Wednesday, February 11, 2009

Thursday a.m. Idea Post 2/12

So much of what kind of person and how I function creatively began in my early years of elementary school. While developing my creative skills early on, I remember relying heavily on how the teacher would compose things on the board, what colors she used, and how she would cut things out and mix them with other art utensils. Each assignment and activity there were always certain creative and visual skills that were tested; the basis of our future in the visual world. However, with recent changes in our country’s economy the public school system has taken the hardest hit in this drastic downfall.
Starting this year, 2009, Chesterfield County in Virginia will be cutting about 500 jobs from the public school system in order to survive this economic crisis. The first of those 500 jobs that will be cut are teachers who have yet to meet their tenure year; the fourth year in a teacher’s career at one school. The teachers that are fresh out of college and eager to pursue their career in educating the young minds of our future. This is where the problem is presents itself. Who will be left to teach in the school system? With all of the first to third year teachers out only leaves the jaded or semi jaded middle aged teachers who lack that certain amount of enthusiasm that help children thrive.
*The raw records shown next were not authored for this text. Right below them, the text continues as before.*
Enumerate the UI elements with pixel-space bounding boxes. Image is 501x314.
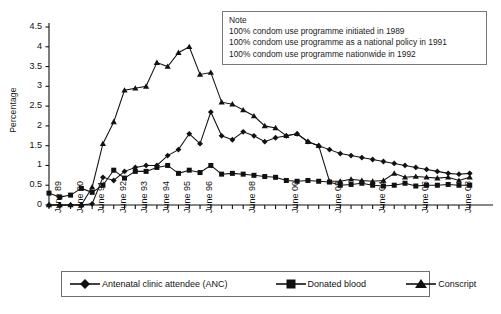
data-point-marker	[68, 193, 73, 198]
data-point-marker	[434, 168, 440, 174]
data-point-marker	[413, 165, 419, 171]
data-point-marker	[154, 165, 159, 170]
data-point-marker	[370, 157, 376, 163]
data-point-marker	[446, 182, 451, 187]
data-point-marker	[445, 174, 451, 179]
data-point-marker	[316, 179, 321, 184]
x-tick-label: June 96	[204, 181, 214, 213]
data-point-marker	[251, 113, 257, 118]
data-point-marker	[456, 183, 461, 188]
y-tick-label: 3	[16, 80, 42, 90]
data-point-marker	[165, 163, 170, 168]
x-tick-label: June 91	[96, 181, 106, 213]
data-point-marker	[100, 141, 106, 146]
x-tick-label: June 98	[247, 181, 257, 213]
data-point-marker	[219, 99, 225, 104]
data-point-marker	[89, 201, 95, 207]
data-point-marker	[111, 119, 117, 124]
x-tick-label: June 95	[182, 181, 192, 213]
data-point-marker	[273, 135, 279, 141]
data-point-marker	[143, 163, 149, 169]
diamond-marker-icon	[68, 277, 102, 291]
note-line-3: 100% condom use programme nationwide in …	[229, 49, 481, 60]
data-point-marker	[359, 155, 365, 161]
y-tick-label: 1.5	[16, 140, 42, 150]
y-tick-label: 2.5	[16, 100, 42, 110]
data-point-marker	[262, 139, 268, 145]
data-point-marker	[456, 171, 462, 177]
data-point-marker	[349, 182, 354, 187]
data-point-marker	[176, 147, 182, 153]
legend-item-anc: Antenatal clinic attendee (ANC)	[68, 277, 228, 291]
legend-item-conscript: Conscript	[404, 277, 476, 291]
data-point-marker	[133, 169, 138, 174]
x-tick-label: June 02	[333, 181, 343, 213]
chart-screenshot: Percentage 00.511.522.533.544.5 June 89J…	[0, 0, 501, 314]
data-point-marker	[111, 168, 116, 173]
y-tick-label: 4.5	[16, 21, 42, 31]
y-tick-label: 2	[16, 120, 42, 130]
data-point-marker	[241, 172, 246, 177]
x-tick-label: June 94	[161, 181, 171, 213]
data-point-marker	[122, 176, 127, 181]
data-point-marker	[208, 163, 213, 168]
data-point-marker	[381, 159, 387, 165]
data-point-marker	[402, 163, 408, 169]
data-point-marker	[337, 151, 343, 157]
x-tick-label: June 06	[420, 181, 430, 213]
data-point-marker	[327, 147, 333, 153]
chart-legend: Antenatal clinic attendee (ANC) Donated …	[61, 271, 430, 297]
x-tick-label: June 92	[118, 181, 128, 213]
data-point-marker	[230, 171, 235, 176]
data-point-marker	[47, 191, 52, 196]
x-tick-label: June 90	[75, 181, 85, 213]
y-tick-label: 4	[16, 41, 42, 51]
data-point-marker	[208, 69, 214, 74]
legend-item-donated-blood: Donated blood	[274, 277, 367, 291]
y-tick-label: 0.5	[16, 179, 42, 189]
y-tick-label: 0	[16, 199, 42, 209]
square-marker-icon	[274, 277, 308, 291]
legend-label-conscript: Conscript	[438, 279, 476, 289]
data-point-marker	[100, 174, 106, 180]
data-point-marker	[251, 173, 256, 178]
note-line-1: 100% condom use programme initiated in 1…	[229, 26, 481, 37]
data-point-marker	[348, 153, 354, 159]
y-tick-label: 3.5	[16, 61, 42, 71]
data-point-marker	[176, 171, 181, 176]
data-point-marker	[89, 184, 95, 189]
data-point-marker	[198, 170, 203, 175]
data-point-marker	[187, 168, 192, 173]
data-point-marker	[413, 184, 418, 189]
data-point-marker	[305, 178, 310, 183]
x-tick-label: June 00	[290, 181, 300, 213]
data-point-marker	[273, 175, 278, 180]
legend-label-donated-blood: Donated blood	[308, 279, 367, 289]
note-box: Note 100% condom use programme initiated…	[222, 11, 487, 65]
data-point-marker	[186, 44, 192, 49]
data-point-marker	[144, 169, 149, 174]
data-point-marker	[251, 133, 257, 139]
data-point-marker	[219, 172, 224, 177]
data-point-marker	[143, 83, 149, 88]
legend-label-anc: Antenatal clinic attendee (ANC)	[102, 279, 228, 289]
data-point-marker	[348, 176, 354, 181]
data-point-marker	[219, 133, 225, 139]
x-tick-label: June 93	[139, 181, 149, 213]
data-point-marker	[240, 107, 246, 112]
data-point-marker	[262, 174, 267, 179]
x-tick-label: June 89	[53, 181, 63, 213]
triangle-marker-icon	[404, 277, 438, 291]
data-point-marker	[435, 183, 440, 188]
data-point-marker	[391, 161, 397, 167]
data-point-marker	[284, 178, 289, 183]
data-point-marker	[154, 60, 160, 65]
note-title: Note	[229, 15, 481, 26]
data-point-marker	[392, 183, 397, 188]
data-point-marker	[467, 174, 473, 179]
data-point-marker	[208, 109, 214, 115]
data-point-marker	[424, 167, 430, 173]
y-tick-label: 1	[16, 159, 42, 169]
data-point-marker	[413, 173, 419, 178]
x-tick-label: June 08	[463, 181, 473, 213]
What could this mean for not only the future business world but also the visual arts world when our children are being taught by teachers who don’t necessarily want to be in the education profession anymore? I have recently spoken to a few teachers in Chesterfield County to get a feel for where they stand on the issue. There are a few teachers in their late twenties who will reach their tenure year next year and now go to teach each day with that rotten feeling in their stomachs that this could be taken away from them any day. There are a good amount of teachers who are approaching retirement in roughly two to three years who think it is more appropriate to make a retirement and severance package deal for those and leave the existing jobs for the younger teaching generation. My sister is a kindergarten teacher in the county and like several others at her school her job is up in the air. When I talked to her about it she voiced her concerns about how the environment in the schools would change for the kids when class sizes doubled and teaching quality was lowered.